Hunt launched for PTSD drug as 20 vets commit suicide daily

By WND Staff

Sailors observe flight operations aboard the aircraft carrier USS Dwight D. Eisenhower in the Atlantic Ocean, Sept. 10, 2019. Photo by Navy Petty Officer 3rd Class Samuel Lee Pederson (U.S. Dept. of Defense)

A key federal research agency has announced a search for an effective therapeutic drug for PTSD as an average of 20 veterans commit suicide daily.

“It is research we need to undertake given the scale of the mental health crisis our veterans face, and if it works, the payoff is a completely new, safe, and effective therapeutic option that transforms complex and previously intractable mental conditions into something more acutely treatable,” said Dr. Tristan McClure-Begley, a program manager for the Defense Advanced Research Project Agency.

The project comes amid a mental health crisis among U.S. military veterans of the Iraq and Afghanistan wars.

Officials said the new effort, Focused Pharma, aims to develop a new psychotherapeutic drug to address “prevalent neuropsychiatric conditions such as post-traumatic stress, depression, anxiety, and substance abuse.”

The agency explains: “While the neurophysiology underlying these conditions may be distinct, an aspect in common is the presence of a deleterious, repetitive thought process that negatively impacts an individual’s ability to function. For someone with post-traumatic stress, it involves re-experiencing trauma and the feelings associated with it; for depression it can take the form of a recurrent internal editor that attaches negative connotations to normal life events; for addiction it is the preoccupation with acquiring and using the substance of choice.”

The target is the “specific neurotransmitter signaling processes that are often implicated in neurophysiological dysfunction.”

“Focused Pharma will work to develop fast-acting drugs that have lasting impact, going beyond treating the symptoms of mental illness to tackle its underlying neurochemical roots,” Mc Clure-Begley said.

DARPA said that various psychotherapy, psychopharmacology and direct brain stimulation treatments, while valuable, “also have substantial drawbacks that make them less than ideal for treating a challenge on the scale of mental healthcare for the military community.”

“Existing medications exhibit variable effectiveness from one individual to another, can lead to undesirable side effects, can take weeks to months to observe therapeutic benefits even when paired with counseling, and do nothing to prevent relapse once a patient stops taking them,” DARPA said.

McClure-Begley said the “fundamental hypothesis is that drugs with biased activation of specific signaling pathways downstream of the receptor may be sufficient to induce a therapeutic effect that is uncoupled from deleterious neurological effects.”

“Recent advances in neurotransmitter receptor structure-guided drug design are allowing us to generate the tools we need to test that hypothesis.”

The research agency said it already has reviewed evidence from private human clinical studies using Schedule 1 controlled drugs that involve serotonin receptors, and those efforts show promise.

However, the side effects include hallucinations.

The agency said it soon will review researchers and their proposals for the work.

The research is not scheduled to include human clinical trials, but at the end of the current project, researchers will be expected to apply to the U.S. Food and Drug Administration for an Investigational New Drug process.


### DIRECTIONS
Retype, exactly and with both ends included, the lines below from the one containing "Localize each UI" through the end; omit the pictures.

### ENTRIES SUPPLIED
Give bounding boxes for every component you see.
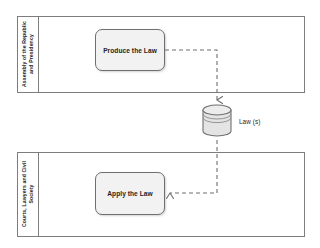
datastore-laws[interactable] — [202, 104, 232, 138]
pool-legislative-header-label: Assembly of the Republic and Presidency — [21, 22, 35, 88]
pool-judicial-header-label: Courts, Lawyers and Civil Society — [21, 161, 35, 227]
datastore-cylinder-icon — [202, 104, 232, 138]
task-produce-the-law-label: Produce the Law — [103, 47, 157, 54]
pool-judicial-header-line-2: Society — [28, 161, 35, 227]
task-produce-the-law[interactable]: Produce the Law — [95, 29, 165, 71]
pool-legislative-header-line-1: Assembly of the Republic — [21, 22, 28, 88]
task-apply-the-law-label: Apply the Law — [107, 190, 153, 197]
task-apply-the-law[interactable]: Apply the Law — [95, 172, 165, 215]
datastore-laws-label: Law (s) — [239, 118, 260, 125]
diagram-canvas: Assembly of the Republic and Presidency … — [0, 0, 320, 248]
pool-legislative-header-line-2: and Presidency — [28, 22, 35, 88]
pool-judicial-header: Courts, Lawyers and Civil Society — [18, 153, 39, 236]
pool-legislative-header: Assembly of the Republic and Presidency — [18, 17, 39, 92]
pool-judicial-header-line-1: Courts, Lawyers and Civil — [21, 161, 28, 227]
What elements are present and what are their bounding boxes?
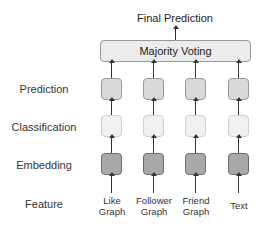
arrow-feat-to-emb-1	[111, 175, 112, 193]
row-label-prediction: Prediction	[20, 83, 69, 95]
arrow-cls-to-pred-2	[153, 100, 154, 115]
arrow-feat-to-emb-4	[238, 175, 239, 193]
arrow-cls-to-pred-4	[238, 100, 239, 115]
row-label-classification: Classification	[12, 121, 77, 133]
feature-label-4: Text	[230, 200, 247, 211]
feature-label-2: FollowerGraph	[136, 195, 172, 217]
arrow-pred-to-vote-1	[111, 62, 112, 78]
arrow-to-final	[175, 28, 176, 40]
arrow-pred-to-vote-3	[195, 62, 196, 78]
row-label-feature: Feature	[25, 198, 63, 210]
arrow-emb-to-cls-3	[195, 137, 196, 153]
arrow-emb-to-cls-1	[111, 137, 112, 153]
arrow-feat-to-emb-3	[195, 175, 196, 193]
majority-voting-box: Majority Voting	[100, 40, 251, 62]
feature-label-1: LikeGraph	[99, 195, 125, 217]
arrow-pred-to-vote-2	[153, 62, 154, 78]
arrow-pred-to-vote-4	[238, 62, 239, 78]
final-prediction-label: Final Prediction	[137, 12, 213, 24]
feature-label-3: FriendGraph	[183, 195, 210, 217]
arrow-cls-to-pred-3	[195, 100, 196, 115]
arrow-feat-to-emb-2	[153, 175, 154, 193]
arrow-emb-to-cls-2	[153, 137, 154, 153]
row-label-embedding: Embedding	[16, 159, 72, 171]
arrow-cls-to-pred-1	[111, 100, 112, 115]
arrow-emb-to-cls-4	[238, 137, 239, 153]
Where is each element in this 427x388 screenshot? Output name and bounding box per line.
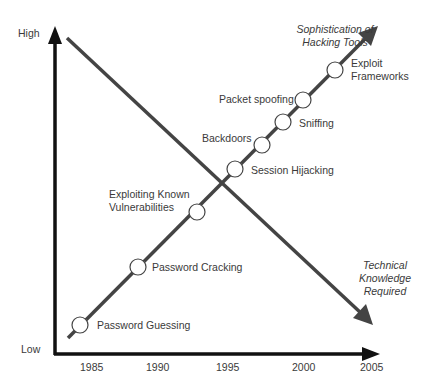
milestone-label-exploiting-vulnerabilities: Exploiting Known Vulnerabilities bbox=[109, 188, 190, 214]
milestone-circle-exploit-frameworks bbox=[327, 62, 343, 78]
technical-knowledge-title: Technical Knowledge Required bbox=[350, 259, 420, 298]
x-axis-arrowhead-icon bbox=[362, 347, 380, 361]
sophistication-title-line1: Sophistication of bbox=[270, 23, 400, 36]
x-tick-1990: 1990 bbox=[146, 361, 169, 374]
y-axis-arrowhead-icon bbox=[48, 26, 62, 44]
sophistication-title: Sophistication of Hacking Tools bbox=[270, 23, 400, 49]
milestone-label-password-guessing: Password Guessing bbox=[97, 319, 190, 332]
milestone-label-exploiting-line2: Vulnerabilities bbox=[109, 201, 190, 214]
milestone-label-exploit-line1: Exploit bbox=[351, 57, 409, 70]
y-axis-high-label: High bbox=[18, 27, 40, 40]
milestone-circle-packet-spoofing bbox=[295, 92, 311, 108]
technical-knowledge-title-line2: Knowledge bbox=[350, 272, 420, 285]
milestone-circle-password-cracking bbox=[130, 259, 146, 275]
x-tick-1985: 1985 bbox=[80, 361, 103, 374]
milestone-circle-exploiting-vulnerabilities bbox=[189, 204, 205, 220]
milestone-circle-sniffing bbox=[275, 114, 291, 130]
milestone-label-exploit-line2: Frameworks bbox=[351, 70, 409, 83]
milestone-label-sniffing: Sniffing bbox=[299, 117, 334, 130]
milestone-circle-session-hijacking bbox=[227, 161, 243, 177]
milestone-label-exploiting-line1: Exploiting Known bbox=[109, 188, 190, 201]
milestone-label-exploit-frameworks: Exploit Frameworks bbox=[351, 57, 409, 83]
milestone-label-password-cracking: Password Cracking bbox=[152, 261, 242, 274]
sophistication-title-line2: Hacking Tools bbox=[270, 36, 400, 49]
milestone-label-packet-spoofing: Packet spoofing bbox=[219, 93, 294, 106]
milestone-circle-password-guessing bbox=[72, 317, 88, 333]
y-axis-low-label: Low bbox=[21, 343, 40, 356]
technical-knowledge-title-line1: Technical bbox=[350, 259, 420, 272]
milestone-circle-backdoors bbox=[254, 137, 270, 153]
x-tick-2000: 2000 bbox=[292, 361, 315, 374]
milestone-label-session-hijacking: Session Hijacking bbox=[251, 164, 334, 177]
technical-knowledge-title-line3: Required bbox=[350, 285, 420, 298]
x-tick-1995: 1995 bbox=[216, 361, 239, 374]
milestone-label-backdoors: Backdoors bbox=[202, 132, 252, 145]
x-tick-2005: 2005 bbox=[360, 361, 383, 374]
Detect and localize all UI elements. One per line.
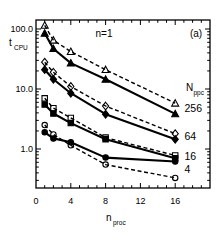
- series-label-64: 64: [185, 130, 197, 142]
- x-tick-label-0: 0: [33, 196, 38, 206]
- y-axis-label-subscript: CPU: [14, 44, 28, 51]
- panel-label: (a): [190, 28, 202, 39]
- x-axis-label-subscript: proc: [113, 219, 126, 227]
- annotation-n-equals-1: n=1: [96, 28, 113, 39]
- legend-title-subscript: ppc: [194, 89, 205, 97]
- y-tick-label-1: 1.0: [20, 144, 33, 154]
- series-label-256: 256: [185, 102, 203, 114]
- x-tick-label-16: 16: [170, 196, 180, 206]
- scaling-chart: 1.0 10.0 100.0 0 4 8 12 16 n=1 (a) t CPU…: [0, 0, 218, 242]
- figure-panel-a: 1.0 10.0 100.0 0 4 8 12 16 n=1 (a) t CPU…: [0, 0, 218, 242]
- y-axis-label: t: [9, 37, 12, 48]
- series-label-16: 16: [185, 150, 197, 162]
- x-axis-label: n: [106, 212, 112, 223]
- y-tick-label-100: 100.0: [10, 24, 33, 34]
- x-tick-label-4: 4: [68, 196, 73, 206]
- x-tick-label-8: 8: [103, 196, 108, 206]
- x-tick-label-12: 12: [135, 196, 145, 206]
- y-tick-label-10: 10.0: [15, 84, 33, 94]
- legend-title: N: [186, 82, 193, 93]
- series-label-4: 4: [185, 163, 191, 175]
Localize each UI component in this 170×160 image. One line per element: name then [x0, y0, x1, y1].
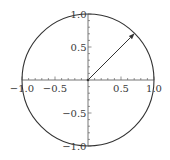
unit-vector-arrow [88, 38, 130, 80]
x-tick-label: −1.0 [10, 83, 34, 94]
y-tick-label: −0.5 [62, 108, 86, 119]
x-tick-label: 0.5 [113, 83, 129, 94]
x-tick-label: −0.5 [43, 83, 67, 94]
x-tick-label: 1.0 [146, 83, 162, 94]
y-tick-label: −1.0 [62, 141, 86, 152]
y-tick-label: 1.0 [71, 9, 87, 20]
y-tick-label: 0.5 [71, 42, 87, 53]
unit-circle-plot: −1.0−0.50.51.01.00.5−0.5−1.0 [0, 0, 170, 160]
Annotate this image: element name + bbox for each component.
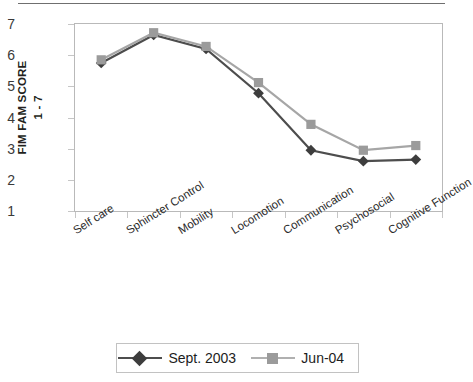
legend-marker-diamond-icon bbox=[118, 352, 162, 364]
data-point-square-icon bbox=[201, 42, 210, 51]
data-point-square-icon bbox=[306, 120, 315, 129]
y-axis-title-line1: FIM FAM SCORE bbox=[16, 61, 28, 155]
y-axis-tick-label: 6 bbox=[0, 47, 15, 63]
y-axis-tick-label: 3 bbox=[0, 141, 15, 157]
y-axis-tick-label: 1 bbox=[0, 203, 15, 219]
data-point-square-icon bbox=[254, 78, 263, 87]
data-point-square-icon bbox=[411, 141, 420, 150]
y-axis-tick-label: 4 bbox=[0, 110, 15, 126]
data-point-diamond-icon bbox=[410, 154, 421, 165]
header-divider bbox=[18, 3, 445, 4]
data-point-square-icon bbox=[149, 28, 158, 37]
legend-item-series-1[interactable]: Sept. 2003 bbox=[117, 350, 238, 366]
y-axis-title-line2: 1 - 7 bbox=[31, 61, 47, 155]
y-axis-tick-label: 5 bbox=[0, 78, 15, 94]
series-canvas bbox=[75, 24, 442, 211]
x-axis-tick-mark bbox=[442, 212, 443, 218]
legend-label-series-1: Sept. 2003 bbox=[168, 350, 236, 366]
plot-area bbox=[74, 23, 443, 212]
legend-label-series-2: Jun-04 bbox=[301, 350, 344, 366]
legend-marker-square-icon bbox=[251, 352, 295, 364]
y-axis-tick-label: 2 bbox=[0, 172, 15, 188]
y-axis-tick-label: 7 bbox=[0, 16, 15, 32]
legend-item-series-2[interactable]: Jun-04 bbox=[238, 350, 359, 366]
data-point-square-icon bbox=[359, 146, 368, 155]
data-point-diamond-icon bbox=[358, 156, 369, 167]
data-point-square-icon bbox=[97, 55, 106, 64]
chart-legend: Sept. 2003 Jun-04 bbox=[116, 343, 359, 373]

### RESPONSE TO THIS EXERCISE
Localize each UI component in this 170×160 image. One line per element: name then [x0, y0, x1, y1].
unit-vector-arrow [88, 38, 130, 80]
x-tick-label: −1.0 [10, 83, 34, 94]
y-tick-label: −0.5 [62, 108, 86, 119]
x-tick-label: 0.5 [113, 83, 129, 94]
x-tick-label: −0.5 [43, 83, 67, 94]
x-tick-label: 1.0 [146, 83, 162, 94]
y-tick-label: −1.0 [62, 141, 86, 152]
y-tick-label: 1.0 [71, 9, 87, 20]
y-tick-label: 0.5 [71, 42, 87, 53]
unit-circle-plot: −1.0−0.50.51.01.00.5−0.5−1.0 [0, 0, 170, 160]
Annotate this image: element name + bbox for each component.
legend-marker-diamond-icon bbox=[118, 352, 162, 364]
data-point-square-icon bbox=[201, 42, 210, 51]
data-point-square-icon bbox=[306, 120, 315, 129]
y-axis-title-line1: FIM FAM SCORE bbox=[16, 61, 28, 155]
y-axis-tick-label: 6 bbox=[0, 47, 15, 63]
y-axis-tick-label: 3 bbox=[0, 141, 15, 157]
y-axis-tick-label: 1 bbox=[0, 203, 15, 219]
data-point-square-icon bbox=[254, 78, 263, 87]
data-point-square-icon bbox=[411, 141, 420, 150]
y-axis-tick-label: 4 bbox=[0, 110, 15, 126]
data-point-diamond-icon bbox=[410, 154, 421, 165]
header-divider bbox=[18, 3, 445, 4]
data-point-square-icon bbox=[149, 28, 158, 37]
legend-item-series-1[interactable]: Sept. 2003 bbox=[117, 350, 238, 366]
y-axis-title-line2: 1 - 7 bbox=[31, 61, 47, 155]
y-axis-tick-label: 5 bbox=[0, 78, 15, 94]
series-canvas bbox=[75, 24, 442, 211]
x-axis-tick-mark bbox=[442, 212, 443, 218]
legend-label-series-1: Sept. 2003 bbox=[168, 350, 236, 366]
plot-area bbox=[74, 23, 443, 212]
legend-label-series-2: Jun-04 bbox=[301, 350, 344, 366]
legend-marker-square-icon bbox=[251, 352, 295, 364]
y-axis-tick-label: 2 bbox=[0, 172, 15, 188]
y-axis-tick-label: 7 bbox=[0, 16, 15, 32]
legend-item-series-2[interactable]: Jun-04 bbox=[238, 350, 359, 366]
data-point-square-icon bbox=[359, 146, 368, 155]
data-point-diamond-icon bbox=[358, 156, 369, 167]
data-point-square-icon bbox=[97, 55, 106, 64]
chart-legend: Sept. 2003 Jun-04 bbox=[116, 343, 359, 373]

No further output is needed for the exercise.